#### [Task instructions]
Each line below from the line with "This screenshot has width=1389, height=781." to the line with "Task: Click on the LOCAL" must be copied exactly, including those two, and no picture may appear in the copy.

Dataset section start

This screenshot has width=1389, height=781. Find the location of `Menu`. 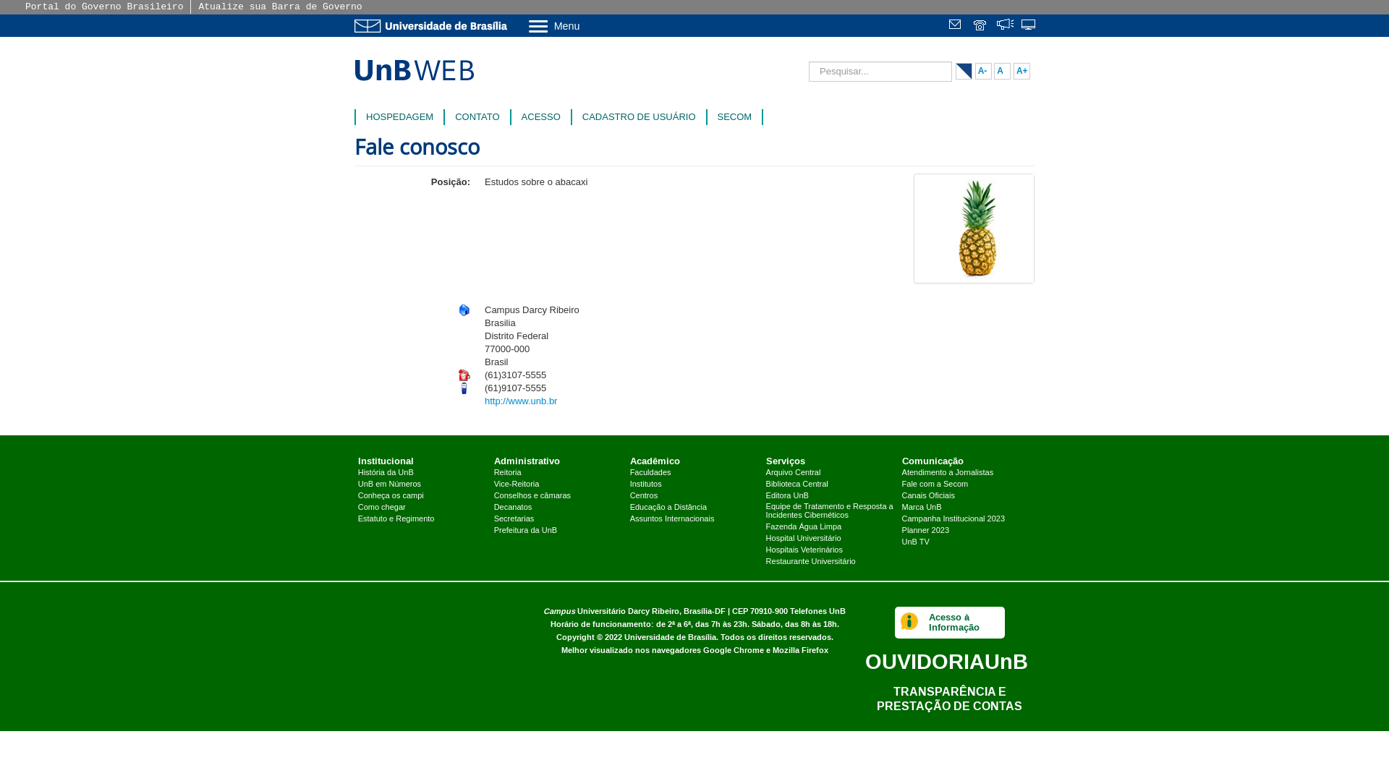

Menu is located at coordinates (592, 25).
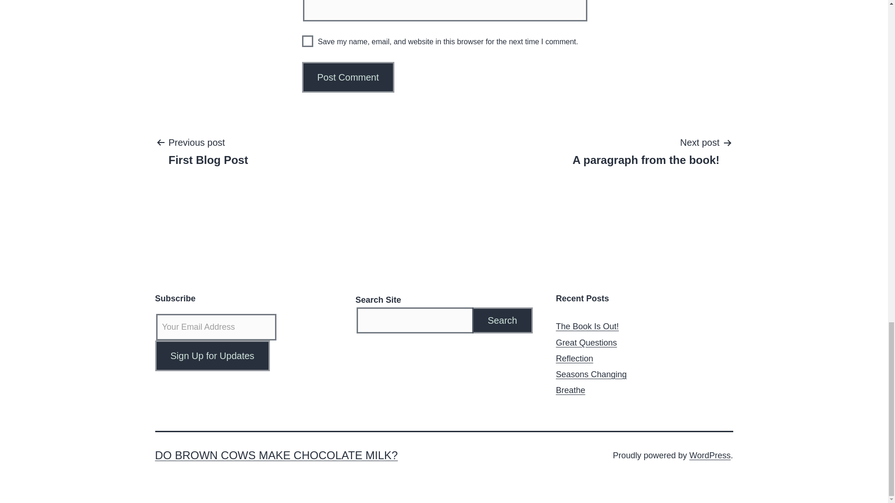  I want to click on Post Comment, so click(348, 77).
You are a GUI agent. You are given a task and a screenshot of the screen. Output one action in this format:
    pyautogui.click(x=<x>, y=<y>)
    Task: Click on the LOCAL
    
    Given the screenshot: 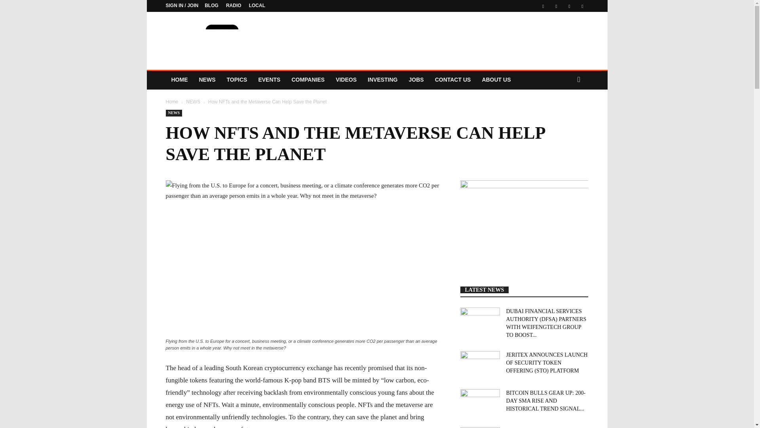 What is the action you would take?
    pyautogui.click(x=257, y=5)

Dataset section end
Dataset section start

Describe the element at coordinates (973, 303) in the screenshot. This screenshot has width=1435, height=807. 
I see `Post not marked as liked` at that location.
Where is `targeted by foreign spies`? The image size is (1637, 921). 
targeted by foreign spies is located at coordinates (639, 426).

Dataset section end
Dataset section start

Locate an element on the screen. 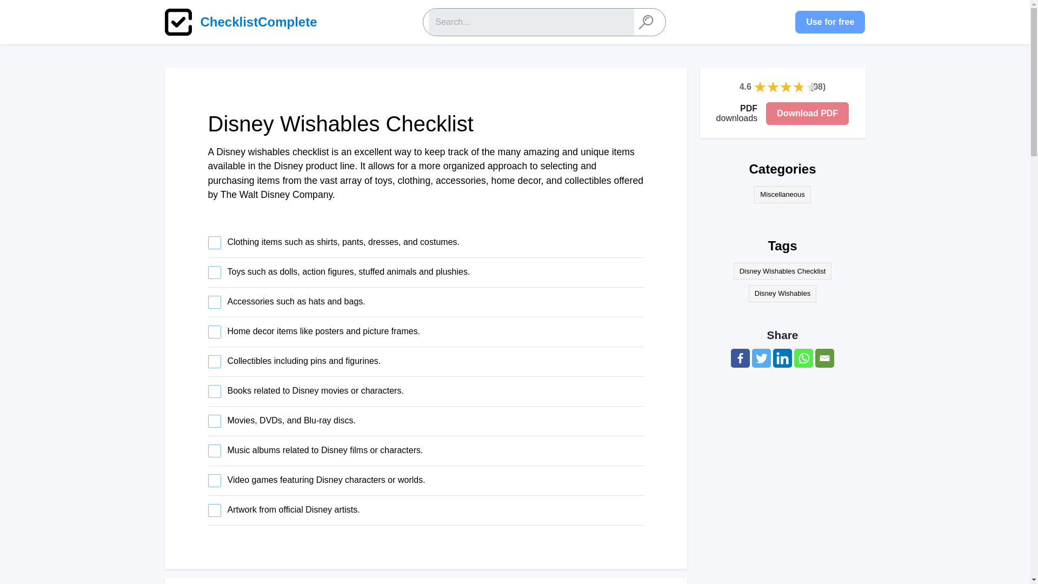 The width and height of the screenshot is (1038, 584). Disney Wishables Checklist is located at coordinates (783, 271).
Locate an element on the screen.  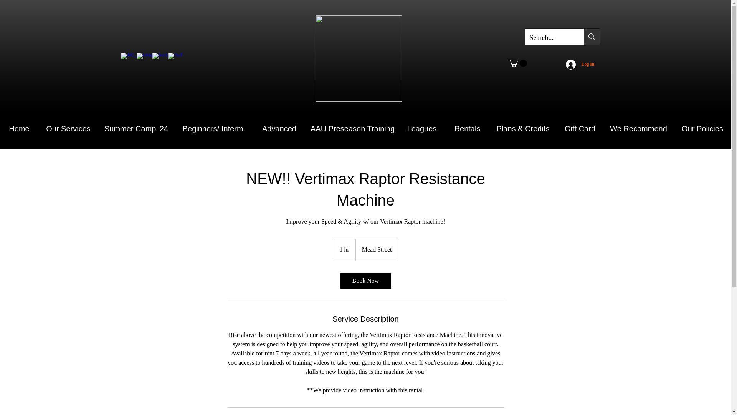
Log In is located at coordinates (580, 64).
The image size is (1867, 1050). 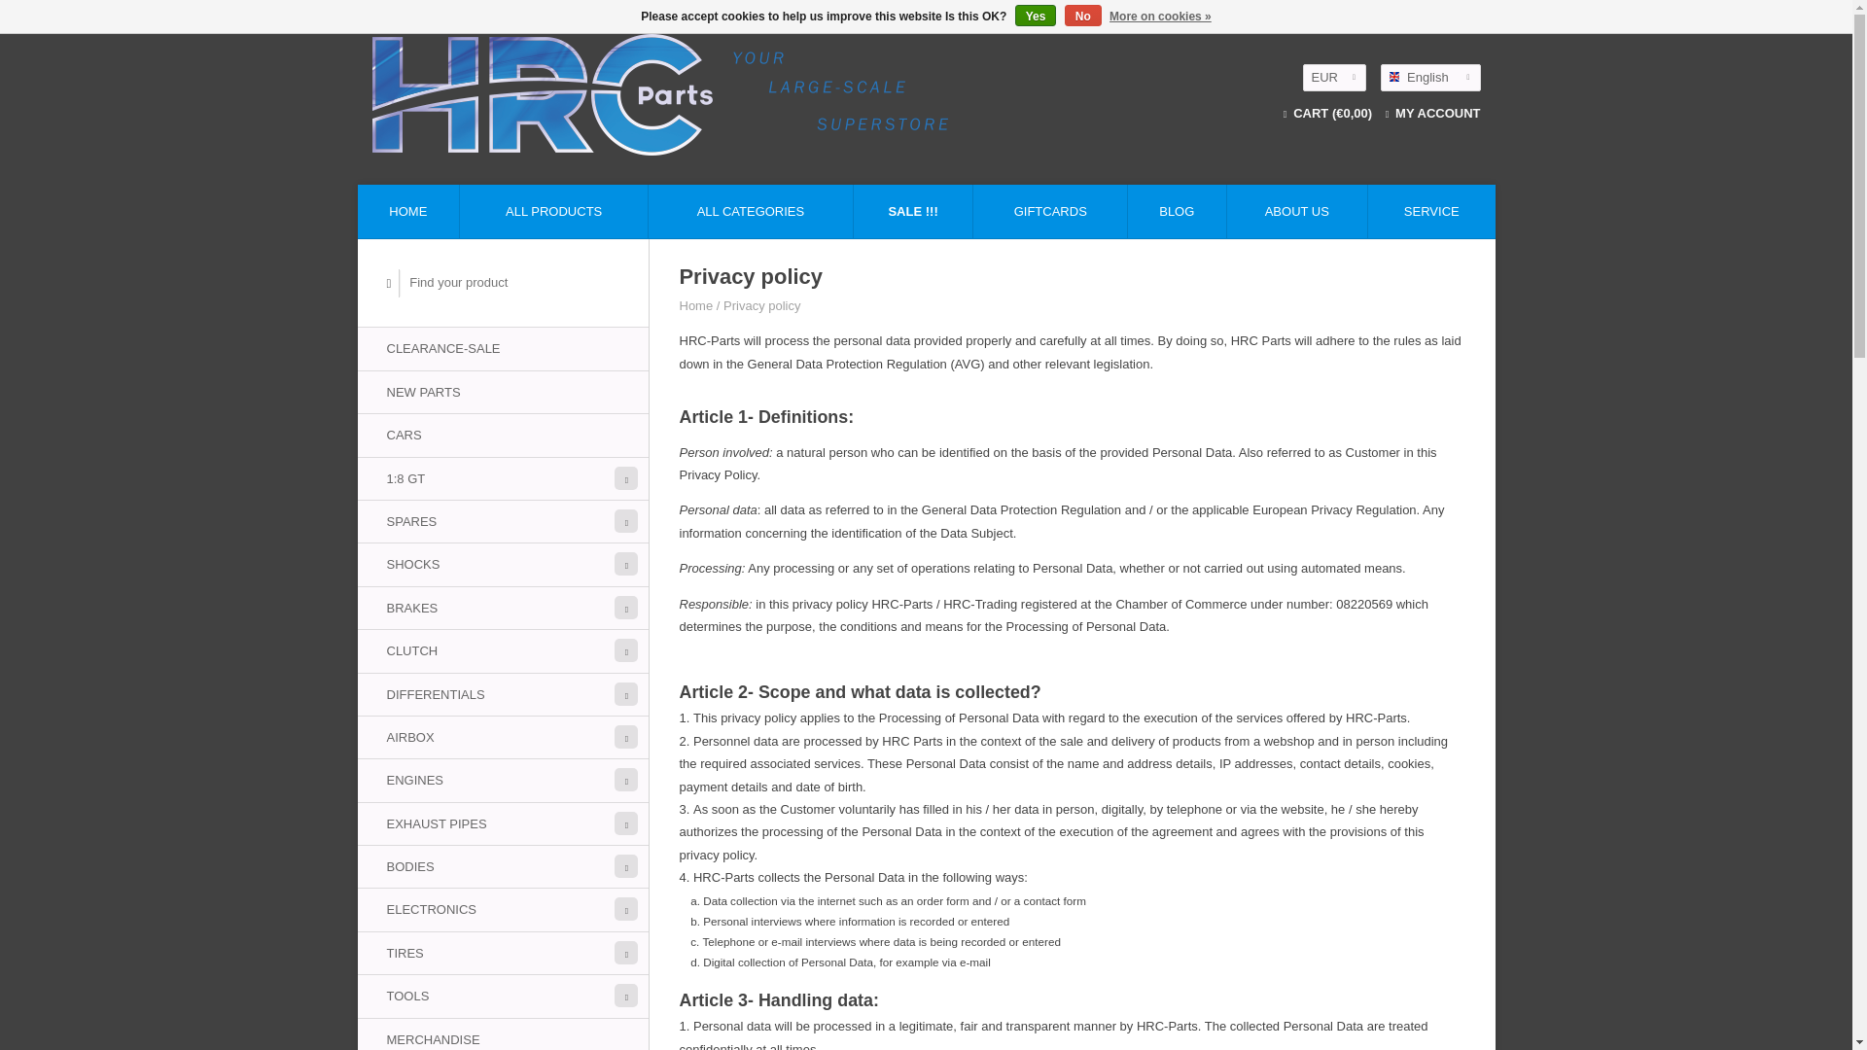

Dataset section end

#### [Expected answer]
This screenshot has width=1389, height=781. Find the location of `Menu`. 

Menu is located at coordinates (592, 25).
  I want to click on Post Comment, so click(348, 77).
You are a GUI agent. You are given a task and a screenshot of the screen. Output one action in this format:
    pyautogui.click(x=<x>, y=<y>)
    Task: Click on the LOCAL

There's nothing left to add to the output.